On Sat, Sep 5, 2020, 6:36 PM coderman <coderman@protonmail.com> wrote:
‐‐‐‐‐‐‐ Original Message ‐‐‐‐‐‐‐ On Saturday, September 5, 2020 5:07 PM, Karl <gmkarl@gmail.com> wrote:
This email is shared from a place of forthrightness (and hope).
https://github.com/ipfs/notes/issues/37
Just to add, I suspect the reason that the state of public anonymity tools is not stronger is that the existing international powerholders, whose power could be reduced by widespread accessible anonymity, take diverse action to slow the release and hinder the effective use of the research.
... see also: """ Dear @seanlynch <https://github.com/seanlynch> you are belligerent. I am in fact not saying that Tor or I2p aren't worth using. Come off your platitude for a few minutes and think about people who may be in a more high risk situation than yourself. For those people Tor isn't good enough because their adversary may well be the NSA and the FBI and GCHQ and so on. I am welcome to put forth my efforts into mix networks but not because you say so speaking from a place of belligerence. I am a fan of Tor and I do not go around telling people they can't have any protection. Your delusional caricature of myself is offensive and alarming. Check yourself before you wreck yourself.""" - https://github.com/ipfs/notes/issues/37#issuecomment-687661383
:P~
TL;DR: for the IPFS Tor support issue:
IPFS wants a security audit before merging Tor support. Tor support was volunteer effort - no paid security review possible. Thus - IPFS does not support Tor :/
The above relation was shared by someone who appears to be a new ipfs developer, over two years after the Tor integration work started, after it was _completed_ and _used_ in other forks. A lead ipfs developer named whyrusleeping had collaborated with the Tor development and supported it throughout that thread. whyrusleeping's name is all over the source code everywhere; the turn-down due to security-auditing concern was expressed by a guy who's name I do not recognise, and whyrusleeping made no further comments. Possibly they had a dev meeting without Tor representation and haven't revisited the issue. (It's also possible some random guy just made a comment that ended the discussion, too, from my perspective, since I haven't looked them up.) It looks like all parties are taxed and upset at this point. Obviously we need both Tor and new tech to be usable and supportable. I wish I knew how to contribute. (I have problems forming certain kinds of new memories that started before I learned golang, so I was pretty frustrated with my ability to contribute when I first commented on that issue years ago. I just don't understand go sourcecode. It's so weird. I could do it with a lot of slow effort and tutorials, or maybe a quick reference that translated to another language and libraryset)
best regards,
Thank you for your modeling of anonymity. We all need to do this, to protect each other and our important work, and spread behaviors that do that.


Task requirements:
Your task is to repeat the entries word for word while leaving out the pictures.

Excerpted data:
== Segment start ==

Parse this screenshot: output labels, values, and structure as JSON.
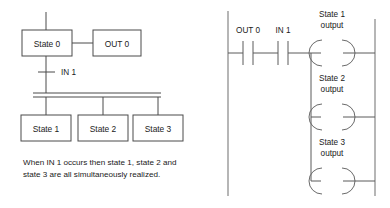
{
  "figure": {
    "left_diagram": {
      "name": "sequential-function-chart",
      "state0": {
        "label": "State 0"
      },
      "out0": {
        "label": "OUT 0"
      },
      "transition": {
        "label": "IN 1"
      },
      "branch_states": [
        {
          "label": "State 1"
        },
        {
          "label": "State 2"
        },
        {
          "label": "State 3"
        }
      ],
      "caption": {
        "line1": "When IN 1 occurs then state 1, state 2 and",
        "line2": "state 3 are all simultaneously realized."
      }
    },
    "right_diagram": {
      "name": "ladder-logic-rung",
      "contacts": [
        {
          "label": "OUT 0"
        },
        {
          "label": "IN 1"
        }
      ],
      "coils": [
        {
          "line1": "State 1",
          "line2": "output"
        },
        {
          "line1": "State 2",
          "line2": "output"
        },
        {
          "line1": "State 3",
          "line2": "output"
        }
      ]
    },
    "colors": {
      "line": "#4a4a4a",
      "rail": "#7a7a7a",
      "text": "#1a1a1a",
      "background": "#ffffff"
    }
  }
}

== Segment end ==

Response:
Parse this screenshot: output labels, values, and structure as JSON.
{
  "figure": {
    "left_diagram": {
      "name": "sequential-function-chart",
      "state0": {
        "label": "State 0"
      },
      "out0": {
        "label": "OUT 0"
      },
      "transition": {
        "label": "IN 1"
      },
      "branch_states": [
        {
          "label": "State 1"
        },
        {
          "label": "State 2"
        },
        {
          "label": "State 3"
        }
      ],
      "caption": {
        "line1": "When IN 1 occurs then state 1, state 2 and",
        "line2": "state 3 are all simultaneously realized."
      }
    },
    "right_diagram": {
      "name": "ladder-logic-rung",
      "contacts": [
        {
          "label": "OUT 0"
        },
        {
          "label": "IN 1"
        }
      ],
      "coils": [
        {
          "line1": "State 1",
          "line2": "output"
        },
        {
          "line1": "State 2",
          "line2": "output"
        },
        {
          "line1": "State 3",
          "line2": "output"
        }
      ]
    },
    "colors": {
      "line": "#4a4a4a",
      "rail": "#7a7a7a",
      "text": "#1a1a1a",
      "background": "#ffffff"
    }
  }
}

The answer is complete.